The Section 184 certificate changes that took effect on 1 April 2026 add additional disclosure: certificates must now include information about compliance actions, recent meetings, and embedded networks. Combined with a standardised plan, the buyer's information set is significantly stronger than it has ever been.

For owners, this creates a direct financial incentive. Disciplined capital works funding is not just good governance.

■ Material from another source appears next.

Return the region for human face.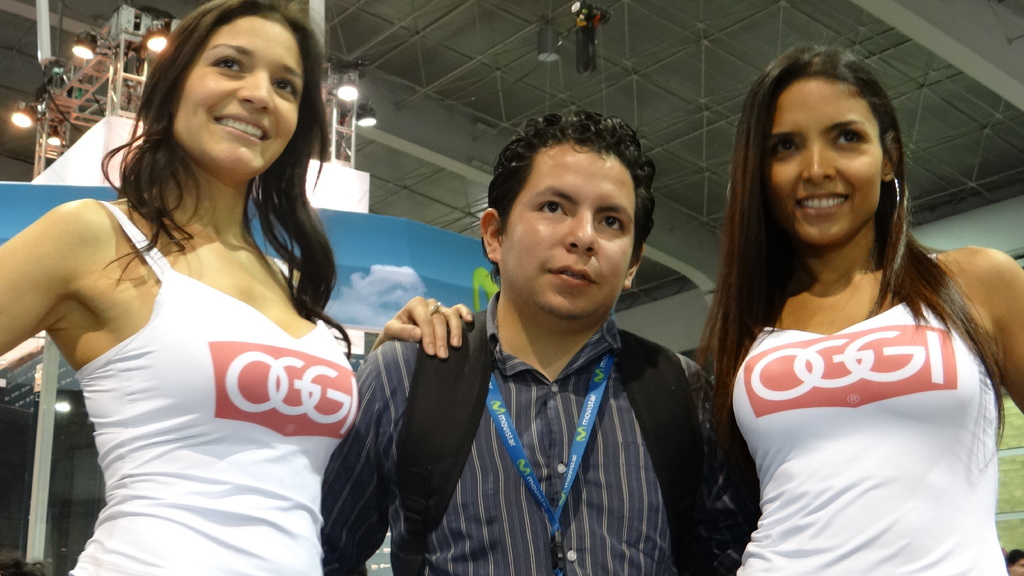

It is a determinant of the price the apartment will achieve when sold.

How Other States Compare

The standard form requirement is currently NSW-specific, but the underlying principle of long-term capital works planning is consistent across most jurisdictions.

JurisdictionCapital Works Plan Required?Standard Form?Term
NSWYes — mandatory under SSMAYes — from 1 April 202610 years
VICYes — for prescribed OCs (Tier 1 and 2)No — under review10 years
QLDYes — Sinking Fund Forecast required under BCCM ActNo10 years
WAYes — 10-year reserve fund plan for buildings with shared infrastructureNo10 years
SARecommended but not mandatory for all schemesNoVaries
ACTYes — Capital Works Plan requiredNo10 years
NT, TASLimited requirementsNoVaries

The trajectory across jurisdictions is toward stronger capital works planning. Victoria's expert panel review, delivered in December 2025, recommended further strengthening of capital works requirements. Queensland's recent reforms touch on the same area. The NSW standard form is likely to become the model that other states follow.

Practical Steps for Committees in 2026

For NSW committees, the immediate priority is ensuring the building has a current plan in the prescribed standard form when the next renewal falls due. Plans drafted in the old format remain valid until they are due for replacement, but the standard form must be used from 1 April 2026 for any new or replacement plan.

For all committees, the practical agenda is more important than the format question. The questions above — recommended versus actual contribution, current fund balance, plan currency, inflation assumption, missing items — apply regardless of jurisdiction.

A working committee should be reviewing the plan at least annually, comparing actual expenditure to forecast, updating the plan when major items are completed or new ones identified, and presenting the analysis at the AGM in clear language that owners can understand.

A passive committee will discover the gap between plan and reality at the moment a major bill arrives. By then, the only options are special levies, loans, or deferred maintenance — and none of them are good ones.

How UnitBuddy Helps

UnitBuddy's capital works module ingests the building's 10-year plan, tracks actual expenditure against the forecast, surfaces the gap between recommended and actual contributions in real time, and projects the future fund balance under different scenarios. The system also flags items approaching their forecast year, allowing committees to begin sourcing quotes and obtaining engineering assessments before the work becomes urgent.

For owners, the platform turns the plan from a document seen once a year at the AGM into a continuously updated picture of the building's financial trajectory — and into the kind of data that supports informed decisions about levies, special expenditures, and the long-term financial health of the asset.


The 10-year capital works plan is the building's financial future committed to paper. The standard form makes it readable. What matters is whether anyone is reading it — and whether the committee is funding it. The buildings that thrive over the next decade will be those that treat the plan not as an annual compliance document but as the operating manual for the asset.